Home canning in a nutshell:
While you’re preparing the food to be canned (a batch of my jelly, for instance) you put on a large pot of water to boil, with the jars inside to preheat. When you’re ready to pack the jars, you remove them from the hot water, pack in your food being careful to remove any trapped air, and you leave some air space at the top, then you put on the flat lid and just finger tighten the ring.
Once all jars are filled, you put them in the water and boil the jars for several minutes. This accomplishes three things:
1. The boiling heat sterilizes the contents of the jar. Any microorganisms that would cause the food to spoil or would create dangerous toxins, including botulism, is killed.
2. It causes the air inside the jar to expand, and some of it farts out between the seal and the jar.
3. It softens the sealing compound on the rim of the lid, which causes it to conform perfectly to the rim of the jar.
When the jars are removed from the hot water, the air inside cools and contracts, forming a vacuum on the inside, strongly forcing the lid onto the jar, forming a hermetic seal. Everything in side is dead, and nothing alive can get in.
You let the jar cool for awhile, undisturbed, and then remove the rings to inspect the seal. You shouldn’t be able to easily brush the lid off, to declare the contents safe for room temperature storage, the vacuum MUST be strong enough to form a tight seal. With a 1-piece lid, there is no way to perform this inspection; removing the screw thread breaks the seal.
For more information, I recommend reading Ball’s Complete Book of Home Preserving. It gives good, in-depth explanations of home canning technology and technique, as well as hundreds of recipes that have been scientifically verified as safe for canning at home.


**Problem to work on**
If a line in the data below contains the word "type", copy it out.

:: Exercise input ::

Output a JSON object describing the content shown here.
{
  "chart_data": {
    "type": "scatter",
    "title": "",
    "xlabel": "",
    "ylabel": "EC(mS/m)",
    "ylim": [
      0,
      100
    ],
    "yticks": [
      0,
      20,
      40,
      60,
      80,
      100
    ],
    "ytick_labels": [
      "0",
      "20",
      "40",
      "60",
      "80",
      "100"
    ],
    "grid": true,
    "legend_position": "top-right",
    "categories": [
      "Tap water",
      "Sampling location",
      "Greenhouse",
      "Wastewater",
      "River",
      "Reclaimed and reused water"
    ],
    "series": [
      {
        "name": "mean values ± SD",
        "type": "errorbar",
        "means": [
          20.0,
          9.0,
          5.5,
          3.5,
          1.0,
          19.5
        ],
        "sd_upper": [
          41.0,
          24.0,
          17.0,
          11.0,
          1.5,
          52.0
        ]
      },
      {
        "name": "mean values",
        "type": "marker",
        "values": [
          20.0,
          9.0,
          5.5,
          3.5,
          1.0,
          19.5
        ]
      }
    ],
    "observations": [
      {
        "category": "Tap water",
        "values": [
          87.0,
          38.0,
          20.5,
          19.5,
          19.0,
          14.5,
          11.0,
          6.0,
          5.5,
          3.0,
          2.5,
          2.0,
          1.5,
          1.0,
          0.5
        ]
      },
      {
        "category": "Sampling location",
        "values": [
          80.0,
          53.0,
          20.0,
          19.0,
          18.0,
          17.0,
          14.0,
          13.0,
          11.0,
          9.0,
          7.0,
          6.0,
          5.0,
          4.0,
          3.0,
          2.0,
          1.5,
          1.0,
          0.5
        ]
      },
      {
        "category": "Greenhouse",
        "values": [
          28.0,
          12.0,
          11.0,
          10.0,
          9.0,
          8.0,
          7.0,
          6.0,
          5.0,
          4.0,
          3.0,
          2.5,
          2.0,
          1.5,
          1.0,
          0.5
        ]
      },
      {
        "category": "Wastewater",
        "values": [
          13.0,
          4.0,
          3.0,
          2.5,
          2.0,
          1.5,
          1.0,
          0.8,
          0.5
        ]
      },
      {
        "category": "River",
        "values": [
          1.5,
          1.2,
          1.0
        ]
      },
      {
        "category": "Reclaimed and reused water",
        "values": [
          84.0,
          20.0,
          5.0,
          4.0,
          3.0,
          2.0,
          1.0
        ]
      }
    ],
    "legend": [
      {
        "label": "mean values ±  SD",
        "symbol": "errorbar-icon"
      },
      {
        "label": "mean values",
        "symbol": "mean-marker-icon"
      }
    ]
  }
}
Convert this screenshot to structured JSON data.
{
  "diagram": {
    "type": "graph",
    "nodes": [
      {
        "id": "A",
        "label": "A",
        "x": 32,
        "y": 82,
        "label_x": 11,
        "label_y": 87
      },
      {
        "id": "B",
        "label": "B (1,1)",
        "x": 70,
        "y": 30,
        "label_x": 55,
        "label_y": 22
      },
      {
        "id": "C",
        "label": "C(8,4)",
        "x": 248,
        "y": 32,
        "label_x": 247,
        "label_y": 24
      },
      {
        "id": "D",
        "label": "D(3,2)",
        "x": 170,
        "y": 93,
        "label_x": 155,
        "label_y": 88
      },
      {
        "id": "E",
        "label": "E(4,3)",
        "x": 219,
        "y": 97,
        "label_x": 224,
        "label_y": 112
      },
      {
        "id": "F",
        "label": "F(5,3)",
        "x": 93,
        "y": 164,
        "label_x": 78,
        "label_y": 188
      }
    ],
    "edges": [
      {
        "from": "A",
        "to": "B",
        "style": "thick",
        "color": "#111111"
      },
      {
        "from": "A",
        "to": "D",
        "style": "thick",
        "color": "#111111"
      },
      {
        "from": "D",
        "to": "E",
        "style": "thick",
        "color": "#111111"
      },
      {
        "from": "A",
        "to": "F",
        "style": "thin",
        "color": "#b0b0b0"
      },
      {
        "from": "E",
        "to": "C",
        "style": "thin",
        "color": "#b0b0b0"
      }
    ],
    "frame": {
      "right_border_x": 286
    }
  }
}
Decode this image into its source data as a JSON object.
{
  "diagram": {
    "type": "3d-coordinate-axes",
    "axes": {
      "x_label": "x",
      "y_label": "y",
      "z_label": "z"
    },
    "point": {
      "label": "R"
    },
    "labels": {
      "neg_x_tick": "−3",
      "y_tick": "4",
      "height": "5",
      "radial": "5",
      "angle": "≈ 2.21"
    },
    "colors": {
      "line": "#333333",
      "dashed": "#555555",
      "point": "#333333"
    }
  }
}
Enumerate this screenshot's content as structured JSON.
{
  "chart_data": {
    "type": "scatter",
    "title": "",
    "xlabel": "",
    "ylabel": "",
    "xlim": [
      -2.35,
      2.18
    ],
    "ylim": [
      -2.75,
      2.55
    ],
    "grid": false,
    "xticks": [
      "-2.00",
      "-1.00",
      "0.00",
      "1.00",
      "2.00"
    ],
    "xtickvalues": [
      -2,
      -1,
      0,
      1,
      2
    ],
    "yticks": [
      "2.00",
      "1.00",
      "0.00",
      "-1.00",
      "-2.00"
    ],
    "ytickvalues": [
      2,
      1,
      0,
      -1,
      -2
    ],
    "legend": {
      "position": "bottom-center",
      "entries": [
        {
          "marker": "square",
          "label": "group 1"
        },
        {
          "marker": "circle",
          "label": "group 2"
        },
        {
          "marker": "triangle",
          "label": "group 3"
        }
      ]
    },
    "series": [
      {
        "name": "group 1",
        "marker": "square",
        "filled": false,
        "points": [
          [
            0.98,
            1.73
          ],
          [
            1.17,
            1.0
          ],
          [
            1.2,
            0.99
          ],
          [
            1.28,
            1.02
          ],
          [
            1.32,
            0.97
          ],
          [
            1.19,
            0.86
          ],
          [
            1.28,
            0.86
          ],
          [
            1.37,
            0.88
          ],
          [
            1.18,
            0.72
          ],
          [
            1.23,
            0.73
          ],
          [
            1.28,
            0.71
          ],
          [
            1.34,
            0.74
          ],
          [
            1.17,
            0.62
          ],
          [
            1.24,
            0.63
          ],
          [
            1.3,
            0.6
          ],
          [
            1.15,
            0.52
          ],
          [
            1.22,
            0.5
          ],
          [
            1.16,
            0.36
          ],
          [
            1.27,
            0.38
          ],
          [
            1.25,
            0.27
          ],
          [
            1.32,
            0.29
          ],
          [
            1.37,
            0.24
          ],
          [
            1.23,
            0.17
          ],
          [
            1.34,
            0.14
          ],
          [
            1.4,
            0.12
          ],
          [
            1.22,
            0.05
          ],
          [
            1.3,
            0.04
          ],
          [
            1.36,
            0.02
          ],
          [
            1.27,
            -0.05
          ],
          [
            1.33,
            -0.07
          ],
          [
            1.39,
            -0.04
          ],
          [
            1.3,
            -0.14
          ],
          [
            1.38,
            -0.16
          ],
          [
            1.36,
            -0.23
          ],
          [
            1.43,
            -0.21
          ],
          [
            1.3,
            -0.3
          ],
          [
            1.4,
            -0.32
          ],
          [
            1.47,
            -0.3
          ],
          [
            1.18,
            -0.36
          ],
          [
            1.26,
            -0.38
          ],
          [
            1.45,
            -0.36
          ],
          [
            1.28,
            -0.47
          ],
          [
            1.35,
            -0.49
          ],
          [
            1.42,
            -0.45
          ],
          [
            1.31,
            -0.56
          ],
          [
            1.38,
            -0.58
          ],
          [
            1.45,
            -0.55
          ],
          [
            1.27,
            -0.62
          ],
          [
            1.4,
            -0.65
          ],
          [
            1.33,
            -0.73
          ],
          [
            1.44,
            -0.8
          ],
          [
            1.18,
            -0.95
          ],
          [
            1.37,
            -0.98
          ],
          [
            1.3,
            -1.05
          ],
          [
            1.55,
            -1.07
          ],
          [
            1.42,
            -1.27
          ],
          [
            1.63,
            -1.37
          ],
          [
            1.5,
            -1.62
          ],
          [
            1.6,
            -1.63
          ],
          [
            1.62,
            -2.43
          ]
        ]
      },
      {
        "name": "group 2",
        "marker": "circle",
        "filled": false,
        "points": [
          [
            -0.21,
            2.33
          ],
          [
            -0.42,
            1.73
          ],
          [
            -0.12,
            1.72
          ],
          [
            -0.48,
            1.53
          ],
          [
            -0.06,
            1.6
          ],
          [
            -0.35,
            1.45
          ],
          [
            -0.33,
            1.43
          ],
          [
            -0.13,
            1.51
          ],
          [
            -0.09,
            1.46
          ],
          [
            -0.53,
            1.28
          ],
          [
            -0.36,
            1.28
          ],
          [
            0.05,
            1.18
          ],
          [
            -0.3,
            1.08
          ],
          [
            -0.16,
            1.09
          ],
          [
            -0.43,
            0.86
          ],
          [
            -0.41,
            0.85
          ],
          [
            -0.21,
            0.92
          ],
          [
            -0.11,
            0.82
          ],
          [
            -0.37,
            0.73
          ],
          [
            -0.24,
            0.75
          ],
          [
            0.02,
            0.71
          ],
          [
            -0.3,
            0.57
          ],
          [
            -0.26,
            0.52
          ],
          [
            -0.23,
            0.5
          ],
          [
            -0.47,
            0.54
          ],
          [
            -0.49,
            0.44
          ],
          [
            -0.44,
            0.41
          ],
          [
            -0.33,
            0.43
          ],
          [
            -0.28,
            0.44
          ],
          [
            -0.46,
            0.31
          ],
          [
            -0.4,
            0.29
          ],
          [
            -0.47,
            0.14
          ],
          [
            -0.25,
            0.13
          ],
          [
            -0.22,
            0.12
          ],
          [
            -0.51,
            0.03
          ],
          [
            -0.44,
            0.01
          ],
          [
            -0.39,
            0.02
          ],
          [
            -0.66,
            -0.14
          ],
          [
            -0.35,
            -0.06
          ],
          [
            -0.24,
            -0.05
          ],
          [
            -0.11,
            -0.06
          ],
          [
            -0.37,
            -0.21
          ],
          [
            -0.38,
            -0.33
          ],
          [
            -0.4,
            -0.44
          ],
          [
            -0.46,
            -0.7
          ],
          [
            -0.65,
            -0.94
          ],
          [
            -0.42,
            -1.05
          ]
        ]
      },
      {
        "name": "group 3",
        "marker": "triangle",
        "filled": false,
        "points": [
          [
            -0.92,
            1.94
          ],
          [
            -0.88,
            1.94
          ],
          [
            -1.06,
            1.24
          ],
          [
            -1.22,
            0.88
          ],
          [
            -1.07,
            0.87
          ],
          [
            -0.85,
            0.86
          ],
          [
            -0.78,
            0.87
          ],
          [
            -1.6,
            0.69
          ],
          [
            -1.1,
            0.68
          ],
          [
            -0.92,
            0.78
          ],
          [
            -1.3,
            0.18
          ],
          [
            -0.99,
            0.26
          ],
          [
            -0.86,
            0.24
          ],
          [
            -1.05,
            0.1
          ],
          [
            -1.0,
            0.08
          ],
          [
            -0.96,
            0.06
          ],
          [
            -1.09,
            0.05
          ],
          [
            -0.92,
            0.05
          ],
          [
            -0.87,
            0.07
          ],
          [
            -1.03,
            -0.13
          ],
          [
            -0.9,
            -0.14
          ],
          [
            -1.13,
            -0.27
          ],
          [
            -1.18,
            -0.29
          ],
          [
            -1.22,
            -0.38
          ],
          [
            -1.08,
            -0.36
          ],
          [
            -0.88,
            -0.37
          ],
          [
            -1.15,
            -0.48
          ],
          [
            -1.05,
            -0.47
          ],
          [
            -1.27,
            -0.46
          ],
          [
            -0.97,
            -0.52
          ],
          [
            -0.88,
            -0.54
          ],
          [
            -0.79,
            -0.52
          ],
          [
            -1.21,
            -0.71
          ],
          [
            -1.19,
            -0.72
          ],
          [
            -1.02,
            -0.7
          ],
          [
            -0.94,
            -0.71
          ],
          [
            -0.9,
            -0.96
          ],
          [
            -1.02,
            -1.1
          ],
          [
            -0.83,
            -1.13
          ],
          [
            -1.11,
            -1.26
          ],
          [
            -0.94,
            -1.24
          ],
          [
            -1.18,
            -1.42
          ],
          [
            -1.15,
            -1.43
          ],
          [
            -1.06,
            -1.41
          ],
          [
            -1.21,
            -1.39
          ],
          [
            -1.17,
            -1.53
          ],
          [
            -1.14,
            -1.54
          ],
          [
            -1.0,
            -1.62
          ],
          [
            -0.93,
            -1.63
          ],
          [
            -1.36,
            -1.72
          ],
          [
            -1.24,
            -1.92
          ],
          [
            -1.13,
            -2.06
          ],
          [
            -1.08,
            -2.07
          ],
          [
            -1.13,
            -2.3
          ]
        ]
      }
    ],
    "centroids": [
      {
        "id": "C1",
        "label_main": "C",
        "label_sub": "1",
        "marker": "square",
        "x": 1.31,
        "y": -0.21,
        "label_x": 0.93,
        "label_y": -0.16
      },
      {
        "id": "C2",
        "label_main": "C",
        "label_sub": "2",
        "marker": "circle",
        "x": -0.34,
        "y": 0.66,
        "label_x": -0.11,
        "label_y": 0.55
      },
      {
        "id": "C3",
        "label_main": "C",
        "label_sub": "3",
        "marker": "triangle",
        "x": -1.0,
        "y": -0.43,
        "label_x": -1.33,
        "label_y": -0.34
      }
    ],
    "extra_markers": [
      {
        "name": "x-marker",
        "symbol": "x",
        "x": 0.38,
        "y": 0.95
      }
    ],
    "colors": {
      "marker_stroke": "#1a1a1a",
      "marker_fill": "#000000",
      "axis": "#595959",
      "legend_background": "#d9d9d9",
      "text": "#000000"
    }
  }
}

:::
:: Exercise input ::

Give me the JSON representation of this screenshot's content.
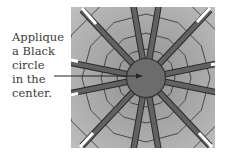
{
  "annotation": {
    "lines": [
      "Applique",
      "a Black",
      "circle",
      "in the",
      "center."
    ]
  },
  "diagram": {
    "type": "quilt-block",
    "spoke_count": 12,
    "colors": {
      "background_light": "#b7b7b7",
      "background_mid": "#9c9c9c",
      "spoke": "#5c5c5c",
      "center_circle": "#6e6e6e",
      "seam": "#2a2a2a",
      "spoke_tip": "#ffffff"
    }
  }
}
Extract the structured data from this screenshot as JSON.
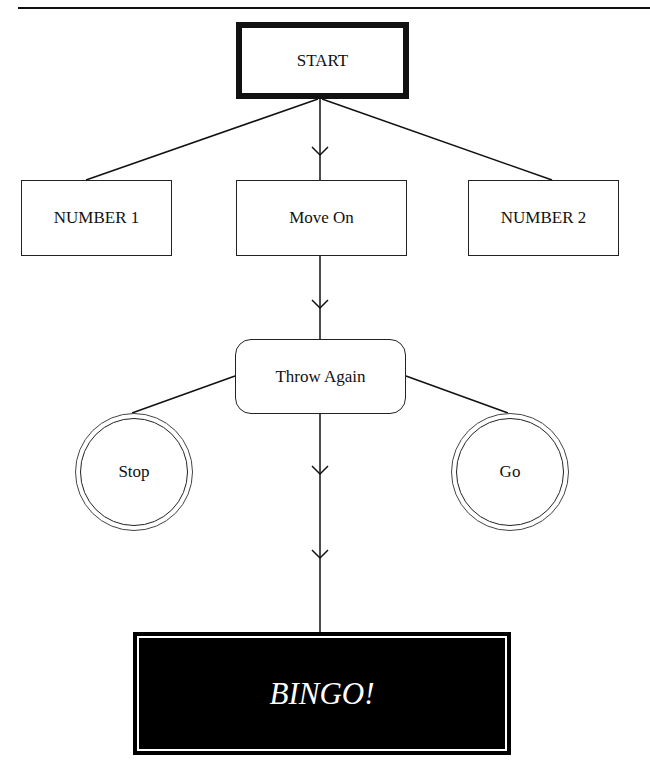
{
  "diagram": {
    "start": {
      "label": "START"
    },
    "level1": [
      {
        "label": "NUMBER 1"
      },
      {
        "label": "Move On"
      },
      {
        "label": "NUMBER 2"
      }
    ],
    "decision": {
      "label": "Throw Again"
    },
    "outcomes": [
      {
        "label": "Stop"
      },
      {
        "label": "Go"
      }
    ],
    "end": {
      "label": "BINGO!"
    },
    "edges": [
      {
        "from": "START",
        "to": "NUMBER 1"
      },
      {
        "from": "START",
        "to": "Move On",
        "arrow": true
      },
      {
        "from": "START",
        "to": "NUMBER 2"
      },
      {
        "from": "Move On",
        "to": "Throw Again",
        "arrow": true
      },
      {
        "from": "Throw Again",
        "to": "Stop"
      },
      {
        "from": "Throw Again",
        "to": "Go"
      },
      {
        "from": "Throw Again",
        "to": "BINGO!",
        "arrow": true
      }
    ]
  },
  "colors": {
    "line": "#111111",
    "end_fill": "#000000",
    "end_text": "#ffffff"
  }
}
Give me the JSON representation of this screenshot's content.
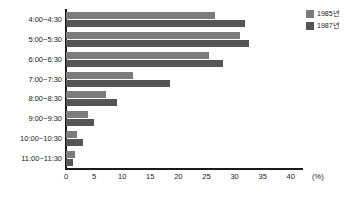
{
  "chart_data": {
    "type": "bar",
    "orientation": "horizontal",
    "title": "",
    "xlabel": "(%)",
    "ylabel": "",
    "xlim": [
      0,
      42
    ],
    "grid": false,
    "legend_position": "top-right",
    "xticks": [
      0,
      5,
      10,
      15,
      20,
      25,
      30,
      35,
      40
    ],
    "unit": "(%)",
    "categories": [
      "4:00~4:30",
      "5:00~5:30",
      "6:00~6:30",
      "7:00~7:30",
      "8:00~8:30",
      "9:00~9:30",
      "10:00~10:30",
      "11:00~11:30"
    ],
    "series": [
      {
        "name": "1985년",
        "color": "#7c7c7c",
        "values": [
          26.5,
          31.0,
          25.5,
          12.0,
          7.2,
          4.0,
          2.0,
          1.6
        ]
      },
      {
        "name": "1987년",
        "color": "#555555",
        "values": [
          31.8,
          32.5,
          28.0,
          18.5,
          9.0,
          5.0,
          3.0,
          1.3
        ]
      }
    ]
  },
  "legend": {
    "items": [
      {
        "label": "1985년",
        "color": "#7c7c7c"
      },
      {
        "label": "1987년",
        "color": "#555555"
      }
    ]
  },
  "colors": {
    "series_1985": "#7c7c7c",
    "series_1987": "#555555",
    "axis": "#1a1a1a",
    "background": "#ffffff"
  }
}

:::

**Reply**
    "type": "scatter",
        "type": "errorbar",
        "type": "marker",
    "type": "graph",
    "type": "3d-coordinate-axes",
    "type": "scatter",
    "type": "quilt-block",
    "type": "bar",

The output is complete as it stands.